Cross Vision 5 – Building on tradition
A precis of chapter 5.
This cruciform approach to interpreting Scripture may seem to be new (because it has not been taught in the church for 1500 years. But, in fact, it can be traced back to the early church and (most importantly) to Scripture itself. And in the following ways.
(a) Finding Christ crucified in all of Scripture. Martin Luther has been rightly characterised as ‘the theologian of the cross’. For Luther, the cross was the key to interpreting the Bible. However, he never applied this hermeneutic to the OT ‘texts of terror’.

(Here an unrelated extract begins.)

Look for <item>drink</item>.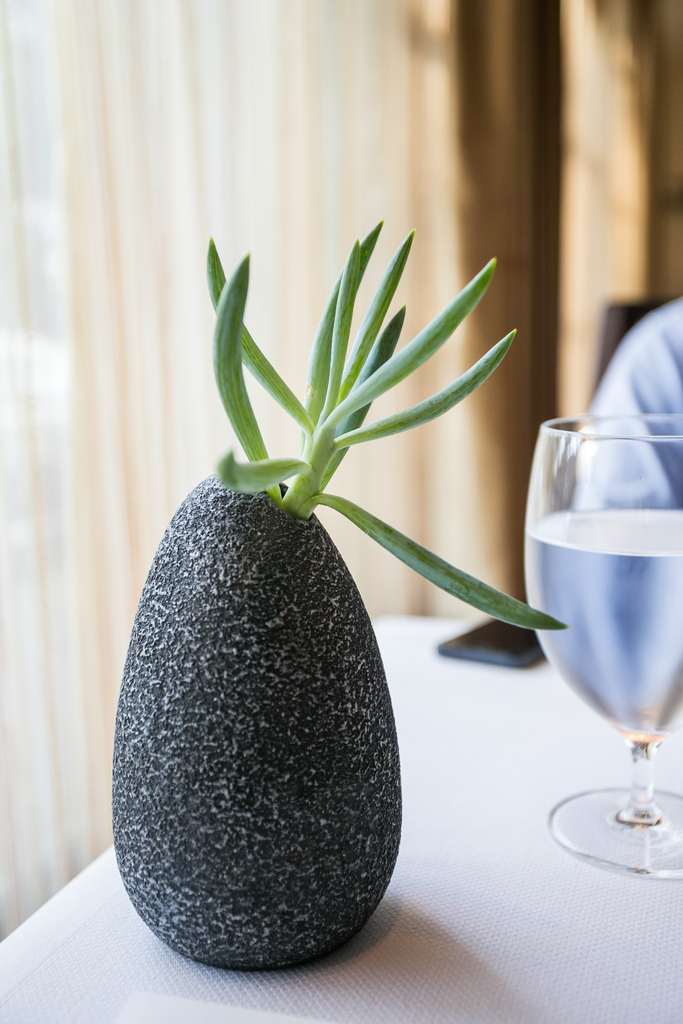
Found: <box>544,403,679,812</box>.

(b) Looking beyond the surface meaning of the OT text in order to interpret it through the lens of the cross. The idea that we are tied to the original meaning of the text belongs to post-Enlightenment thinking. Thus, for example, Mt 2:15 gives Hos 11:1 a meaning that it could not have had for its original author. We should certainly have great respect for the original meaning of the text. But we should be willing to depart from it where it portrays God as other than the one revealed by the cross. This approach is consistent with a ‘high’ view of the historical nature of the biblical text. For example, it is possible to believe in the historical Flood (and, indeed, that it was a judgement of God) without agreeing with the biblical author that it was God who caused the Flood. Even where an OT story is not securely rooted in history, it is to be regarded as divinely inspired, because Jesus regarded it as such.
(c) Recognising that divine inspiration is relational. Theologians have consistently held that God inspired the text of Scripture through the medium of individual persons (and therefore their personalities, styles, cultural perspectives, and intellectual capabilities. This involves divine accommodation, which implies that their writing reflect, not what God actually is, but what he appears to them to be. The dominant view of God is that he is above time and space, and that all biblical portraits of God as changing his mind, or being affected by what others do, or experiencing surprise, disappointment, frustration, sorrow or grief are divine accommodations. But the incarnation and the cross show that God is not above time, not incapable of change. Focussing on the cross delivers us from metaphysical speculation about the divine nature, and helps us to be concerned primarily with his moral character as a loving God.
(d) Acknowleding that God’s self-revelation is progressive. It is widely accepted that God’s self-revelation in Scripture develops over time. To begin with, he had to deal with his people as spiritual infants, and to adapt his revelation to their fallen nature and culturally conditioned beliefs. As these were gradually peeled away, he was able to reveal more truth about himself. Gregory of Nazianzus (c. 329–390) argued that God first ‘cut off the idol’, but allowed animal sacrifices for a while.
‘So, for a period of time, God graciously stooped to take on the appearance of a deity who enjoys, and even demands, the ritualistic killing of animals. While Yahweh was able to influence the Israelites away from the ANE assumption that gods actually eat these sacrifices, he nevertheless accommodated their culturally conditioned belief that he enjoyed their “pleasing aroma.”’
In this way, God led his people by incremental steps away from paganism. He has always revealed his true character as much as possible, while also accommodating the fallen and culturally conditioned state of his people as much as necessary. He was willing, for a time, to allow his people to think of him as a warrior deity, while, in time, he would reveal himself as radically different from the gods of the ANE.
This view differs from that of most evangelicals, who agree that revelation is progressive, but deny that later revelation ever denies or contradicts earlier revelation.
Which brings us back to the cross:
‘If any aspect of God has needed to be progressively revealed to people over time, it concerns God’s nonviolent, self-sacrificial, loving character. For it is on precisely this point that the true God revealed in the crucified Christ most thoroughly contrasts with the way fallen humans have always tended to conceive of God and the gods, including, unfortunately, with the way most Christians have conceived God throughout history!’
Reflecting on Church History
Since the 5th century, the concepts of progressive revelation have not been applied to the OT’s violent portraits of God. This failure may be attributed to the conversion of Constantine, the establishment of the ‘Holy Roman Empire’ and the redefinition of God as a warrior deity. The persecuted church became the persecuting church. And the OT portrait of a violent God became less problematic.
‘At its heart, this entire book could be summed up as a plea for Christians to once again place their complete trust in the cross. Dare to believe that God really is, to the core of his being, as beautiful as the cross reveals him to be. For if our faith in the crucified Christ remains resolved, we will necessarily believe that something else is going on when we encounter sub-Christlike portraits of God in Scripture. And we will by faith discern that this something else is the same thing that was going on when God breathed his full revelation on Calvary.’